ON RELIGION
The roofs are missing, the walls are missing, the pillars are missing and also missing are the doors and the windows, but what isn’t missing is faith and an enormously deep one at that. In God, they trust as recommended by their religion. The picture, showing them break their fast, establishes that beyond doubt.
Nothing other than faith could have brought them back to what used to be their home and where many dreams must have been woven.
Destroyed but not defeated, hammered but not nailed, bombed but not buried, they feel, I am certain, that God, not horrid politicians, will help them fight their way back to normalcy.
They feel the fireplace will once again warm their lives, pots will once again clink against pans in the kitchen, windows will once again come up and keep the dust away and roofs will once again be laid and keep them safe from lightning and rain.
Destroyed but not defeated, hammered but not nailed…
They are convinced their faith in their benefactor will help them clean up the filth that flowed out of man’s sewer of hate and politicians’ storeroom of abominable machinations.
They feel, and they are right, they paid for being ordinary, but they also know that His ways are extraordinary. And that gives them hope and the reason to continue their mortal journey.

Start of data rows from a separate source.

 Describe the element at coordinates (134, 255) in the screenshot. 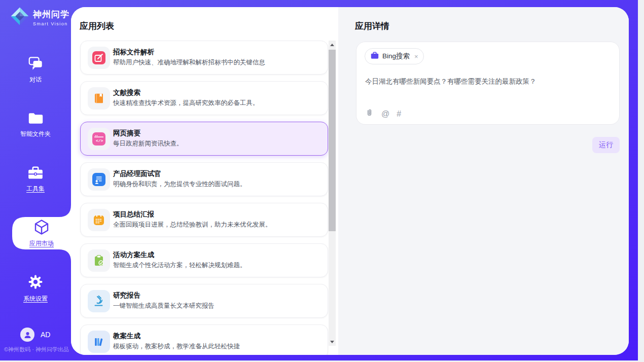

I see `app-card-title: 活动方案生成` at that location.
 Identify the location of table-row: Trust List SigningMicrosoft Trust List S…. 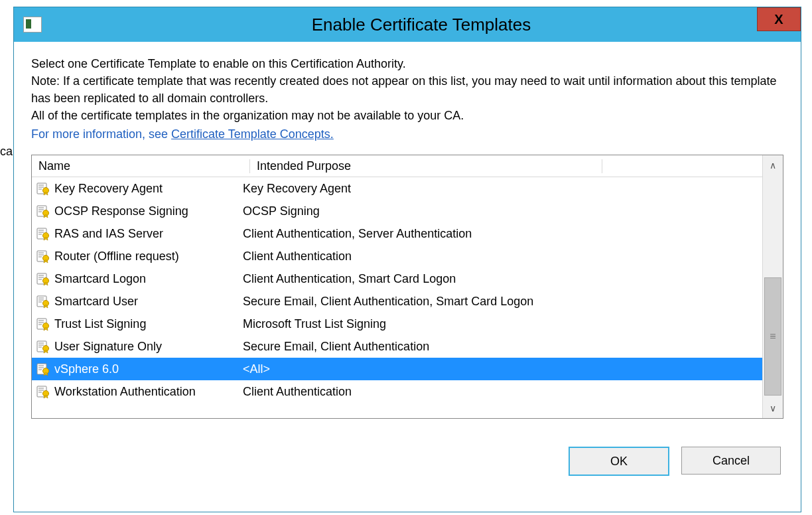
(397, 324).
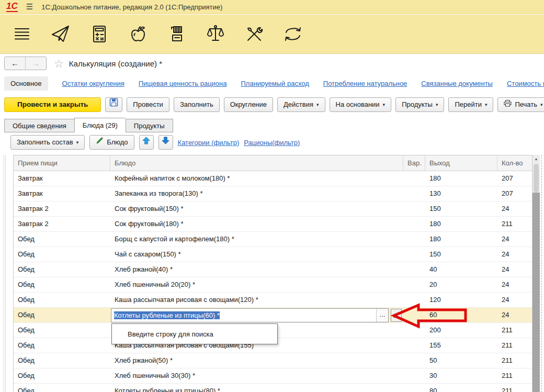 The height and width of the screenshot is (392, 544). I want to click on document-tabs: Общие сведения Блюда (29) Продукты, so click(89, 125).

But unfortunately we really don’t know when religion — the greatest source of hope — transformed into the biggest source of turmoil. Religion, as it grew, left a highly splintered society for us to deal with.

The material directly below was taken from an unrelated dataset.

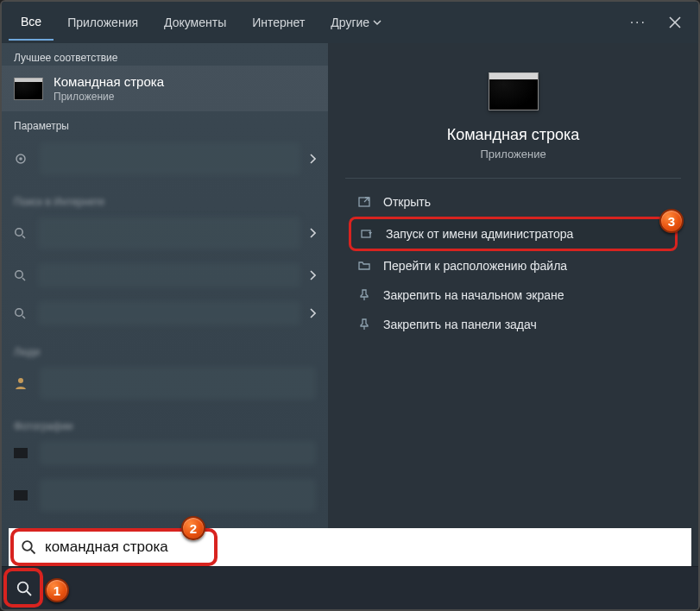 The width and height of the screenshot is (700, 611). I want to click on filter-tabs: Все Приложения Документы Интернет Другие…, so click(350, 22).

From Russia to New Zealand knives are being wielded, bullets are being fired and bombs are being dropped in the name of religion. Mosques, temples and churches are falling victims to the menace of terrorism and unalloyed fascism.
Anyway, the family in the photograph and tens of thousands of such families will continue to bend before their faith to seek relief because men, who are supposed to look after them, are perennially found to be high on the hooch of power.